`Developing Change from Within – in the Development Sector’ with Sara J. Wolcott
Ali Avery
Ali Avery
What might an integral approach to development look like? What could its scope be? The London Integral Circle Salon met last month to hear Sara J. Walcott present her findings from a study that sought to measure the impact of an Indian public-sector Change Management Programme on the values of the people involved. The audience included coaches and trainers, community development workers and ecologists – people concerned with facilitating meaningful shifts for individuals, groups and organisations.
The Brief
Sara’s study had looked at an unorthodox change management programme by the Centre for Excellence in Change, a semi-autonomous unit of the Tamil Nadu state water sector. In the context of serious water scarcity, eight separate departments of a giant and bureaucratic state system have been required to cooperate on an unprecedented level in a large-scale integrated water resource management programme called IAMWARM (Irrigated Agriculture Modernisation and Water-Bodies Restoration and Management). The uniqueness of this arrangement has allowed an exceptional policy entrepreneur to experiment with training and change management to produce that elusive thing – responsible and responsive officials in an entrenched bureaucracy – through an unusually integrated focus on individual development, social development and spiritual development.
The Programme
The design of the CEC change programme was based on the principle that change could be best achieved through “bottom up” intervention at the level of individual front-line civil-servants. Whole systems, and specifically “top down” structural approaches were rejected as being too difficult. Consequently, the programme involved workshops which took delivery-level public officials out of their usual setting and placed them in a new context where they had to encounter something new. In their working teams, participants came to a centre outside Chennai where they had workshops in a space facilitators called the ‘Muttram’. The ‘Muttram’ is a term for the communal space in a joint family system, where people could gather together in safety for stories, games and informal learning.

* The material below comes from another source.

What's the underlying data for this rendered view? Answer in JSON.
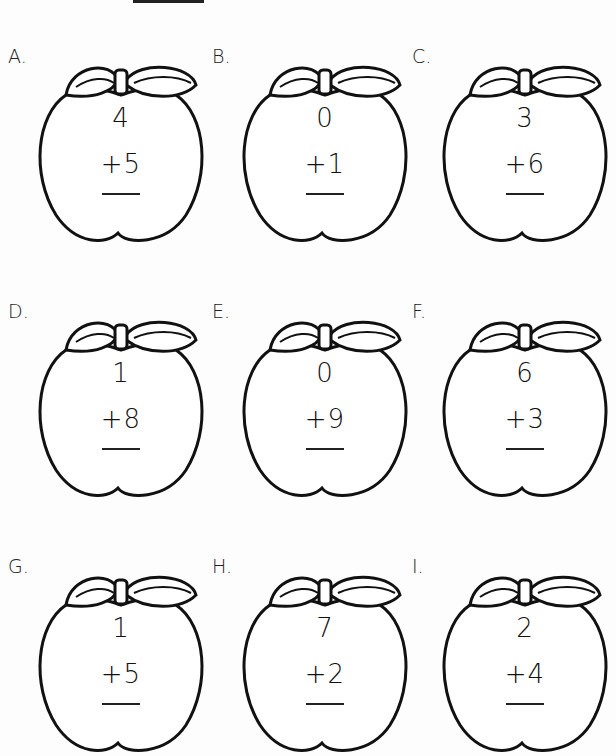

It is a term with strong signifiers in cultural memory, and therefore created the acknowledgement of entering a special and unusual context for discussions with colleagues.
The Muttram was facilitated as a safe-to-fail learning space. In the Muttram participants adopted new names. They sat on the floor together, regardless of caste or position in the team hierarchy. They played games and held reflections. Facilitators used values-based language in the sessions and encouraged a sense of urgency in the task ahead for the team. They encouraged participants to articulate their team’s goal and to see their work and its possibilities as part of a wider mandate of water and food security, equity and human development. This theme of connecting the individual to the collective was couched in terms that emphasised individual empowerment. The Muttram workshops experience was followed by an immediate period of action, a project in which they were encouraged to apply their thinking and experiment.
While some NGO-led interventions are beginning to recognise that relationships matter, Sara suggested that the Indian state sector maintains a strong technocratic focus on poverty reduction. The CEC programme was unusual in that it had a wide and ambitious mandate: To enable better service delivery in the public sector, especially to reach the poorest of the poor. To do so, they recognise that personal, organisational and societal development are connected. Though never explicitly discussed, they also recognise this has a spiritual component.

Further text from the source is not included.